Authors: Christian Schmid, James M Murray

NeurIPS 2024 | Conference PDF | Archive PDF | Plain Text | LLM Run Details

Reproducibility Variable Result LLM Response
Research Type Experimental Additionally, we verify our approach with real data using the MNIST dataset. We characterize the effects of the learning rule (supervised or reinforcement learning, SL/RL) and input-data distribution on the perceptron s learning curve and the forgetting curve as subsequent tasks are learned.
Researcher Affiliation Academia Christian Schmid Institute of Neuroscience University of Oregon cschmid9@uoregon.edu James M. Murray Institute of Neuroscience University of Oregon jmurray9@uoregon.edu
Pseudocode No The paper provides mathematical derivations and equations but does not contain any pseudocode or clearly labeled algorithm blocks.
Open Source Code Yes All the source code files can be found in the supplemental materials, which should allow a reader to straightforwardly recreate all experimental results.
Open Datasets Yes Additionally, we verify our approach with real data using the MNIST dataset.
Dataset Splits No The paper refers to training and testing on datasets, including a 'hold-out set' for testing, but does not explicitly specify train/validation/test splits with percentages or counts.
Hardware Specification Yes The computations were performed on an NVIDIA Titan Xp GPU, with runtimes of at most a few minutes.
Software Dependencies Yes The numerical code implementing the model and performing the analyses was mostly written in JAX [Bradbury et al., 2018], as well as Wolfram Mathematica and Sci Py [Virtanen et al., 2020]. (The citation for Sci Py specifically mentions 'Sci Py 1.0').

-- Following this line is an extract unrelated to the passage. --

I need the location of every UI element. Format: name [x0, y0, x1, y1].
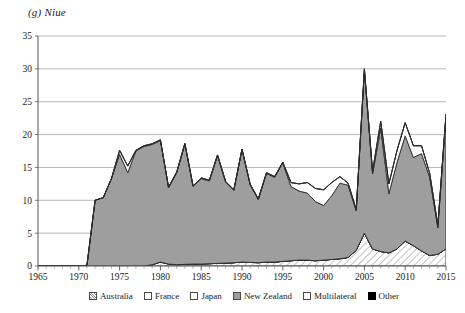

Experiment Setup Yes For Fig. 2, the flow fields were plotted for the limit of zero input noise and a regularization parameter of λ = 0.1. The learning curves are plotted for λ = 0 and Σ = σ2I, with σ = 0.1 and σ = 1... We set λ = 1. For the forgetting curves in Fig. 6, we set λ = 10 and the learning rate to η = 10^-2... For all other simulations, the learning rate was set to η = 10^-3.